20/03/2010

To divide the Himalaya into natural regions is itself difficult

The sites referred to are given in Fig. 7.6.
To divide the Himalaya into natural regions is itself difficult because the ecology is complex, as Schweinfurth (1984) has discussed.
However, Karan and Iijima (1985) have suggested a tripartite subdivision of the region which is depicted in Fig. 7.7.
Each zone is currently experiencing a range of pressures which are listed in Table 7.4.
As Ives (1987) has pointed out and the issue of environmental degradation in the Himalaya is extremely complex and has been extensively debated during the 1980s, giving rise to what he describes as the Himalaya Environmental Degradation Theory (HEDT).
This invokes the operation of vicious circles, involving deforestation for arable cultivation   and fuelwood underpinned by rapidly increasing population pressure; as land is degraded by accelerated erosion, even steeper slopes are cultivated and more forest is cleared.
This view is espoused by Myers (1986), who believes that deforestation in the Himalaya has been responsible for flood disasters in the lower reaches of the Ganges and Brahmaputra and the higher incidence of flooding that has occurred since 1940; apparently flooding now affects some 10 6 ha of land as compared with 6 × 10 6 ha in the early 1950s.
Such a theory is, according to Ives (1987) and too simplistic not least because much of the data on deforestation and fuelwood consumption on which it is based are unsound.
For example, M Thompson et al.(1986) have highlighted the fact that estimates of the latter vary by a factor of 67!
That such discrepancies arise is due to compilation of data at a local scale and its subsequent incautious use to derive estimates at a regional scale.
The comments made in Fig. 7.7, concerning land-use pressures in the Himalayan   zones and thus represent a generalised overview which may be grossly inaccurate at the local scale.
Similarly, management and development plans may not be generally appropriate and should be tailored to alleviate local pressures within an integrated regional framework.
Deforestation still remains a crucial issue in the Himalaya but the temporal and spatial pattern of its occurrence is, in the light of more recent research, very different from that hitherto envisaged.
For example, Myers (1986) states that between 1947 and 1980 Nepal's forest cover declined from 57 per cent to 23 per cent , but Mahat et al.'s (1986a, b, 1987a, b) work in the Middle Hills of Nepal (Sindhu Palchok and Kabhri Palanchok districts) suggests a different spatial and temporal pattern.
Their data indicate that serious deforestation was occurring more than 200 years ago and was most severe between 1890 and 1930.
More recently and reforestation has occurred naturally on abandoned farm terraces where grazing pressures have been low.
Mahat et al.also show that the area of forested land has not changed very much since 1950, although forest quality has declined as grazing pressure has increased.
Using records of oral history from these two districts, Gilmour (1988) has shown that tree cover has actually increased on private farmland over the last 20 years and while there is still an overall loss of forest it is not as acute as the HEDT suggests.
Similarly, Byers's (1987) work in the Mount Everest National Park indicates that there has been less forest removal than envisaged and that shrubs/grassland and forested slopes below 4000 m OD are stable.
Nevertheless and soil erosion is an appreciable problem in some Alpine pastures of the park due to overgrazing in a transhumance system, fuelwood collection and periglacial processes.
There are also variations in the temporal and spatial patterns of deforestation in the Indian Himalaya; in Uttar Pradesh, for example, Tejwani (1987a) reports that forest losses have been extensive and that much of what remains is degraded.
In the Dehra Dun Valley some 16 per cent of the forest cover has disappeared during the last 100 years (J F Richards 1987).
Moreover, Tucker (1987) has pointed out that the first period of large-scale deforestation in northern India occurred in the 1850s and 1860s as the British colonisation of India gained momentum and railways were constructed to gain access to the upper Ganges and Indus plains.
Not only is the extent of deforestation variable but the reasons why it is occurring also vary from region to region.
Mahat et al.(1986a, b, 1987a, b) believe that in the Middle Mountain region of Nepal the loss of forest is due mainly to the increased requirements for arable land rather than to the need for fuelwood.
As Ives (1987) comments, findings such as these have important implications for the formulation of mitigating plans; the introduction of more efficient wood-burning stoves, for example, while reducing the need for fuelwood does not provide a substitute for arable land.
In fact, Hrabovszky and Miyan (1987) advocate land-use intensification rather than clearance of new land as the most effective way to increase food production in the Nepal Himalaya.
This and they argue, could be achieved, at least partially, by increasing the area of irrigated land especially in the Terai plains of southern Nepal.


Exercise aim. Every line that contains the word "elements" should be copied from the records below.

══ Dataset extract

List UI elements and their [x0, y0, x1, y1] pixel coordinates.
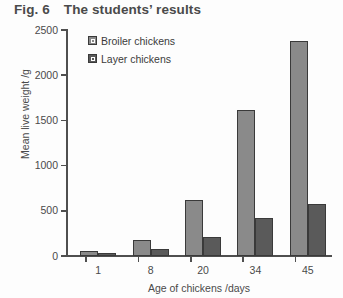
y-axis-tick — [61, 29, 67, 31]
y-axis-tick — [61, 210, 67, 212]
bar-broiler-34 — [237, 110, 255, 256]
y-axis-label: Mean live weight /g — [19, 29, 31, 199]
x-axis-tick-label: 34 — [232, 264, 278, 276]
x-axis-tick-label: 20 — [180, 264, 226, 276]
legend-label-layer: Layer chickens — [101, 53, 171, 65]
x-axis-tick-label: 8 — [128, 264, 174, 276]
x-axis-tick-label: 45 — [285, 264, 331, 276]
x-axis-label: Age of chickens /days — [68, 282, 330, 294]
legend-swatch-broiler — [88, 36, 97, 45]
y-axis-tick-label: 500 — [12, 205, 58, 216]
x-axis-tick — [242, 257, 244, 262]
bar-broiler-1 — [80, 251, 98, 256]
bar-broiler-20 — [185, 200, 203, 256]
bar-layer-45 — [308, 204, 326, 256]
x-axis-tick-label: 1 — [75, 264, 121, 276]
x-axis-tick — [295, 257, 297, 262]
legend-item-layer: Layer chickens — [88, 52, 175, 65]
x-axis-tick — [138, 257, 140, 262]
legend-item-broiler: Broiler chickens — [88, 34, 175, 47]
y-axis-tick — [61, 255, 67, 257]
bar-chart: 05001000150020002500 18203445 Mean live … — [0, 0, 343, 298]
bar-layer-20 — [203, 237, 221, 256]
legend-label-broiler: Broiler chickens — [101, 35, 175, 47]
bar-broiler-45 — [290, 41, 308, 256]
bar-broiler-8 — [133, 240, 151, 256]
x-axis-tick — [85, 257, 87, 262]
figure-container: Fig. 6The students’ results 050010001500… — [0, 0, 343, 298]
y-axis-tick — [61, 120, 67, 122]
bar-layer-8 — [151, 249, 169, 256]
bar-layer-1 — [98, 253, 116, 256]
y-axis-tick-label: 0 — [12, 251, 58, 262]
bar-layer-34 — [255, 218, 273, 256]
x-axis-tick — [190, 257, 192, 262]
legend-swatch-layer — [88, 54, 97, 63]
y-axis-tick — [61, 74, 67, 76]
chart-legend: Broiler chickens Layer chickens — [88, 34, 175, 70]
y-axis-tick — [61, 165, 67, 167]
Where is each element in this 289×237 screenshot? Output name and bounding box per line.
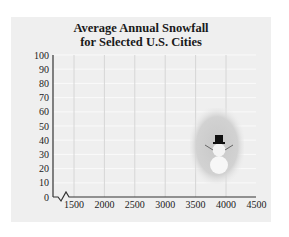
- x-tick-label: 2500: [125, 199, 145, 210]
- chart-plot-area: 0102030405060708090100 15002000250030003…: [0, 0, 289, 237]
- x-tick-label: 4000: [216, 199, 236, 210]
- x-tick-label: 3500: [186, 199, 206, 210]
- y-tick-label: 10: [39, 177, 49, 188]
- y-tick-labels: 0102030405060708090100: [34, 50, 49, 203]
- x-tick-labels: 1500200025003000350040004500: [64, 199, 266, 210]
- y-tick-label: 60: [39, 106, 49, 117]
- x-tick-label: 2000: [94, 199, 114, 210]
- y-tick-label: 80: [39, 78, 49, 89]
- snowman-illustration: [190, 108, 244, 184]
- y-tick-label: 50: [39, 121, 49, 132]
- x-tick-label: 4500: [246, 199, 266, 210]
- x-tick-label: 3000: [155, 199, 175, 210]
- y-tick-label: 40: [39, 135, 49, 146]
- y-tick-label: 100: [34, 50, 49, 61]
- y-tick-label: 70: [39, 92, 49, 103]
- y-tick-label: 0: [44, 192, 49, 203]
- y-tick-label: 30: [39, 149, 49, 160]
- x-tick-label: 1500: [64, 199, 84, 210]
- y-tick-label: 90: [39, 64, 49, 75]
- hat-icon: [215, 135, 223, 143]
- y-tick-label: 20: [39, 163, 49, 174]
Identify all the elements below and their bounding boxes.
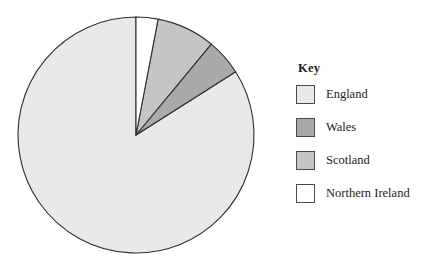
chart-legend: Key England Wales Scotland Northern Irel… bbox=[296, 62, 443, 205]
legend-item-northern-ireland: Northern Ireland bbox=[296, 183, 443, 205]
pie-chart-figure: Key England Wales Scotland Northern Irel… bbox=[0, 0, 443, 268]
legend-swatch-northern-ireland bbox=[296, 184, 315, 203]
legend-label-england: England bbox=[326, 88, 368, 101]
legend-label-wales: Wales bbox=[326, 121, 356, 134]
legend-label-scotland: Scotland bbox=[326, 154, 370, 167]
pie-slice-group bbox=[18, 17, 254, 253]
legend-item-wales: Wales bbox=[296, 117, 443, 139]
legend-swatch-wales bbox=[296, 118, 315, 137]
legend-swatch-england bbox=[296, 85, 315, 104]
pie-chart-area bbox=[0, 0, 280, 268]
legend-item-england: England bbox=[296, 84, 443, 106]
legend-label-northern-ireland: Northern Ireland bbox=[326, 187, 410, 200]
pie-chart-svg bbox=[0, 0, 280, 268]
legend-item-scotland: Scotland bbox=[296, 150, 443, 172]
legend-swatch-scotland bbox=[296, 151, 315, 170]
legend-title: Key bbox=[298, 62, 443, 75]
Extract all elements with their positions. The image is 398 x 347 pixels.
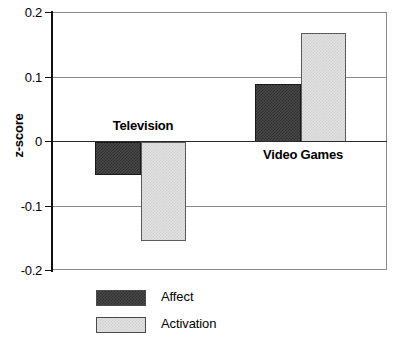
- y-tick-mark-neg0.2: [45, 270, 53, 271]
- bar-video-games-affect: [255, 84, 301, 142]
- chart-figure: z-score 0.2 0.1 0 -0.1 -0.2 Television V…: [0, 0, 398, 347]
- bar-television-activation: [141, 142, 186, 241]
- legend-swatch-activation: [96, 317, 146, 333]
- chart-legend: Affect Activation: [96, 288, 336, 342]
- group-label-video-games: Video Games: [238, 147, 368, 162]
- bar-television-affect: [95, 142, 141, 175]
- bar-video-games-activation: [301, 33, 346, 142]
- y-tick-label-0.2: 0.2: [0, 6, 42, 19]
- y-tick-label-0: 0: [0, 135, 42, 148]
- y-tick-label-neg0.2: -0.2: [0, 264, 42, 277]
- y-tick-mark-0.1: [45, 77, 53, 78]
- y-tick-mark-neg0.1: [45, 206, 53, 207]
- y-tick-label-neg0.1: -0.1: [0, 200, 42, 213]
- zero-baseline: [53, 141, 387, 142]
- legend-item-activation: Activation: [96, 315, 336, 342]
- legend-label-activation: Activation: [161, 316, 216, 331]
- legend-swatch-affect: [96, 290, 146, 306]
- legend-item-affect: Affect: [96, 288, 336, 315]
- group-label-television: Television: [88, 118, 198, 133]
- legend-label-affect: Affect: [161, 289, 193, 304]
- y-tick-label-0.1: 0.1: [0, 71, 42, 84]
- y-tick-mark-0.2: [45, 12, 53, 13]
- gridline-neg0.1: [53, 206, 387, 207]
- y-tick-mark-0: [45, 141, 53, 142]
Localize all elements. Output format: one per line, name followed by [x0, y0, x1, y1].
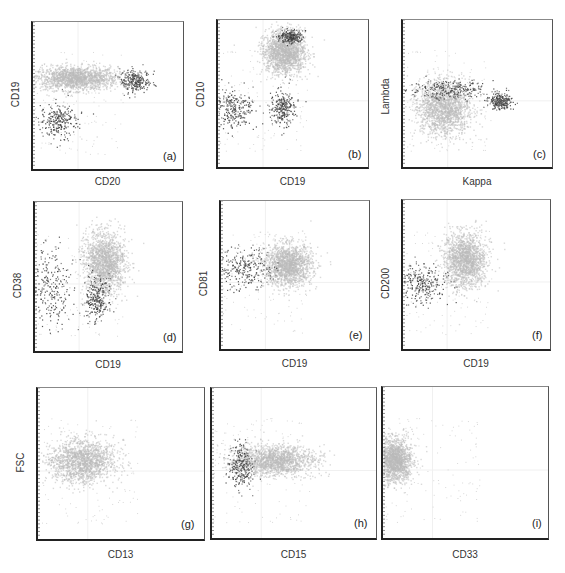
- y-axis-label: Lambda: [380, 67, 391, 127]
- scatter-points: [403, 200, 550, 349]
- scatter-plot-d: [33, 201, 183, 353]
- y-axis-label: FSC: [15, 433, 26, 493]
- scatter-points: [33, 22, 183, 169]
- y-axis-label: CD19: [10, 65, 21, 125]
- panel-tag: (i): [532, 517, 542, 529]
- scatter-plot-b: [216, 19, 369, 169]
- scatter-points: [212, 388, 376, 538]
- panel-tag: (c): [533, 148, 546, 160]
- scatter-plot-h: [210, 387, 377, 540]
- x-axis-label: CD33: [381, 549, 549, 560]
- panel-tag: (e): [349, 329, 362, 341]
- scatter-plot-f: [401, 199, 551, 351]
- scatter-points: [38, 388, 204, 539]
- x-axis-label: CD13: [36, 549, 205, 560]
- scatter-points: [221, 201, 369, 349]
- scatter-points: [403, 20, 552, 167]
- scatter-plot-a: [31, 21, 184, 171]
- y-axis-label: CD81: [198, 254, 209, 314]
- panel-tag: (b): [348, 148, 361, 160]
- x-axis-label: CD19: [33, 359, 183, 370]
- x-axis-label: CD19: [401, 358, 551, 369]
- panel-tag: (d): [163, 331, 176, 343]
- x-axis-label: CD15: [210, 549, 377, 560]
- panel-tag: (a): [163, 150, 176, 162]
- y-axis-label: CD10: [195, 65, 206, 125]
- panel-tag: (f): [532, 329, 542, 341]
- x-axis-label: CD19: [219, 358, 370, 369]
- scatter-points: [218, 20, 368, 167]
- scatter-plot-g: [36, 387, 205, 541]
- scatter-plot-i: [381, 386, 549, 540]
- scatter-points: [35, 202, 182, 351]
- x-axis-label: CD20: [31, 176, 184, 187]
- scatter-plot-e: [219, 200, 370, 351]
- y-axis-label: CD200: [380, 254, 391, 314]
- panel-tag: (g): [181, 518, 194, 530]
- panel-tag: (h): [354, 517, 367, 529]
- scatter-points: [383, 387, 548, 538]
- x-axis-label: CD19: [216, 176, 369, 187]
- scatter-plot-c: [401, 19, 553, 169]
- y-axis-label: CD38: [12, 256, 23, 316]
- x-axis-label: Kappa: [401, 176, 553, 187]
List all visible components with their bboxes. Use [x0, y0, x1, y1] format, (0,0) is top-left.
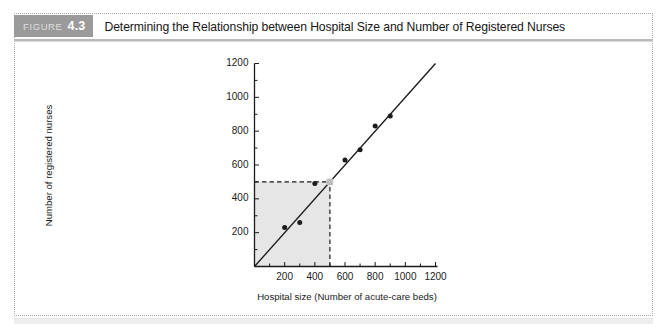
x-tick-label: 200	[268, 271, 302, 282]
data-point	[282, 225, 287, 230]
y-tick-label: 1000	[215, 91, 249, 102]
figure-root: FIGURE 4.3 Determining the Relationship …	[0, 0, 667, 334]
y-axis-title: Number of registered nurses	[43, 71, 54, 261]
chart-plot-area: Hospital size (Number of acute-care beds…	[0, 0, 667, 334]
data-point	[388, 113, 393, 118]
data-point	[297, 220, 302, 225]
figure-bottom-strip	[14, 318, 653, 324]
x-axis-title: Hospital size (Number of acute-care beds…	[232, 291, 462, 302]
data-point	[373, 124, 378, 129]
data-point	[358, 147, 363, 152]
regression-trendline	[255, 64, 436, 267]
y-tick-label: 400	[215, 192, 249, 203]
y-tick-label: 800	[215, 125, 249, 136]
data-point	[312, 181, 317, 186]
x-tick-label: 600	[328, 271, 362, 282]
x-tick-label: 800	[358, 271, 392, 282]
x-tick-label: 1000	[388, 271, 422, 282]
y-tick-label: 600	[215, 159, 249, 170]
data-point	[343, 157, 348, 162]
data-point-predicted	[327, 179, 333, 185]
scatter-chart-svg	[0, 0, 667, 334]
y-tick-label: 1200	[215, 57, 249, 68]
x-tick-label: 400	[298, 271, 332, 282]
y-tick-label: 200	[215, 226, 249, 237]
x-tick-label: 1200	[419, 271, 453, 282]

════

Answer space.
List UI elements and their [x0, y0, x1, y1] pixel coordinates.
Identify all the elements below and their bounding boxes.
Extract all elements with their positions. The image is 398 x 347 pixels.
Localize all elements. Output format: one per line, name followed by [x0, y0, x1, y1].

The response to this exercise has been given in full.